For a moment, Annette was too stunned to move. Then, Felix muttered hurriedly, “Move!” and shoved her forward. Her hand clasped the professor’s, and they used the wyvern’s momentum to haul her the rest of the way onto the mount’s back. The creature grumbled discontentedly, a rumble Annette felt throughout her entire body, but it obediently circled back around so its inconsiderate riders could collect Felix and increase its burden further.

With an unsafe amount of passengers, Seteth steered the wyvern over the gaping river to the comparative safety of the other side. “We have to land soon before we fall out of the sky,” he said, guiding them into a gentle descent.

“Don’t kill us after all of this,” Felix grouched.

“Your gratitude is noted,” Seteth snarked. “Although, perhaps you should direct it to your professor. We are lucky they suggested I stay nearby, or we may have left you to Gwendal’s reinforcements by mistake.”

Byleth let out a shuddering breath. “I’m just glad something finally worked,” they murmured.

The wyvern’s feet touched the ground, matching the hiss of a nearby smoking vent with its own. Carefully, Annette and Felix slipped off its back. For a moment, she’d forgotten what the heat felt like beneath her boots.

“Thank you both for coming for us,” Annette said sincerely.
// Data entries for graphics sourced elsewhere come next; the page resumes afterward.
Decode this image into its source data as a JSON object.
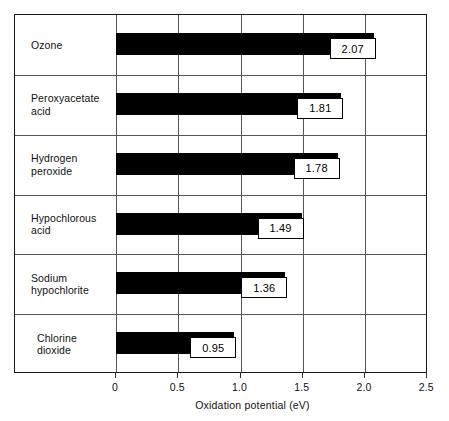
{
  "chart_data": {
    "type": "bar",
    "orientation": "horizontal",
    "title": "",
    "xlabel": "Oxidation potential (eV)",
    "ylabel": "",
    "xlim": [
      0,
      2.5
    ],
    "xticks": [
      "0",
      "0.5",
      "1.0",
      "1.5",
      "2.0",
      "2.5"
    ],
    "xtick_values": [
      0,
      0.5,
      1.0,
      1.5,
      2.0,
      2.5
    ],
    "grid": true,
    "legend": "none",
    "bar_color": "#000000",
    "categories": [
      "Ozone",
      "Peroxyacetate acid",
      "Hydrogen peroxide",
      "Hypochlorous acid",
      "Sodium hypochlorite",
      "Chlorine dioxide"
    ],
    "values": [
      2.07,
      1.81,
      1.78,
      1.49,
      1.36,
      0.95
    ],
    "data_labels": [
      "2.07",
      "1.81",
      "1.78",
      "1.49",
      "1.36",
      "0.95"
    ]
  },
  "rows": [
    {
      "label": "Ozone",
      "label_lines": "Ozone",
      "value": 2.07,
      "data_label": "2.07"
    },
    {
      "label": "Peroxyacetate acid",
      "label_lines": "Peroxyacetate\nacid",
      "value": 1.81,
      "data_label": "1.81"
    },
    {
      "label": "Hydrogen peroxide",
      "label_lines": "Hydrogen\nperoxide",
      "value": 1.78,
      "data_label": "1.78"
    },
    {
      "label": "Hypochlorous acid",
      "label_lines": "Hypochlorous\nacid",
      "value": 1.49,
      "data_label": "1.49"
    },
    {
      "label": "Sodium hypochlorite",
      "label_lines": "Sodium\nhypochlorite",
      "value": 1.36,
      "data_label": "1.36"
    },
    {
      "label": "Chlorine dioxide",
      "label_lines": "Chlorine\ndioxide",
      "value": 0.95,
      "data_label": "0.95"
    }
  ],
  "axis": {
    "title": "Oxidation potential (eV)",
    "ticks": [
      {
        "label": "0"
      },
      {
        "label": "0.5"
      },
      {
        "label": "1.0"
      },
      {
        "label": "1.5"
      },
      {
        "label": "2.0"
      },
      {
        "label": "2.5"
      }
    ]
  },
  "colors": {
    "bar": "#000000",
    "frame": "#1a1a1a",
    "grid": "#555555",
    "background": "#ffffff",
    "text": "#111111"
  }
}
“It doesn’t matter if you’re grown now,” the professor insisted. “You are my students. I won’t surrender responsibility for you so easily.”

Seteth’s little smiles transformed his entire face from strict instructor to kind older brother. “Well said,” he mused. To Annette and Felix, he said, “I am glad you two are safe.”

“My father doesn’t even worry this much,” Felix muttered without bite.

“Hush, Felix,” Annette scolded. Her words were as toothless as his.

“We’re almost to Duke Fraldarius’s position,” Seteth said, motioning with the jerk of his chin towards an eruption of bright, white light. “You two will be fine making the rest of the trip on foot?”

“Of course,” Felix answered, hands on his swords’ pommels. “Annette, stay close?”

Steeling herself, Annette nodded firmly and said, “I’ll stay close. Rowe’s men won’t lay a finger on us!”

By Annette’s command, the winds swirled around them, blowing away smoke. Felix stepped into her space, knocking his gloved fingers against her own.

To Byleth, Felix ordered, “Go, keep my worthless father alive. We’ll catch up.”

“We’ll meet again soon,” Byleth insisted. In their stony face, Annette thought they looked immensely proud.

Together, they watched the wyvern lift off the ground with heavy wingbeats, flying Seteth and Byleth higher until they disappeared into the haze.

Felix sighed, shrugging something invisible and weighty off his shoulders. “Again?”

Annette grinned at him. “Again. Let’s wrap this up, Felix.”

“Confident. I like it.”

The singing of his swords sliding from their scabbards guided them onward.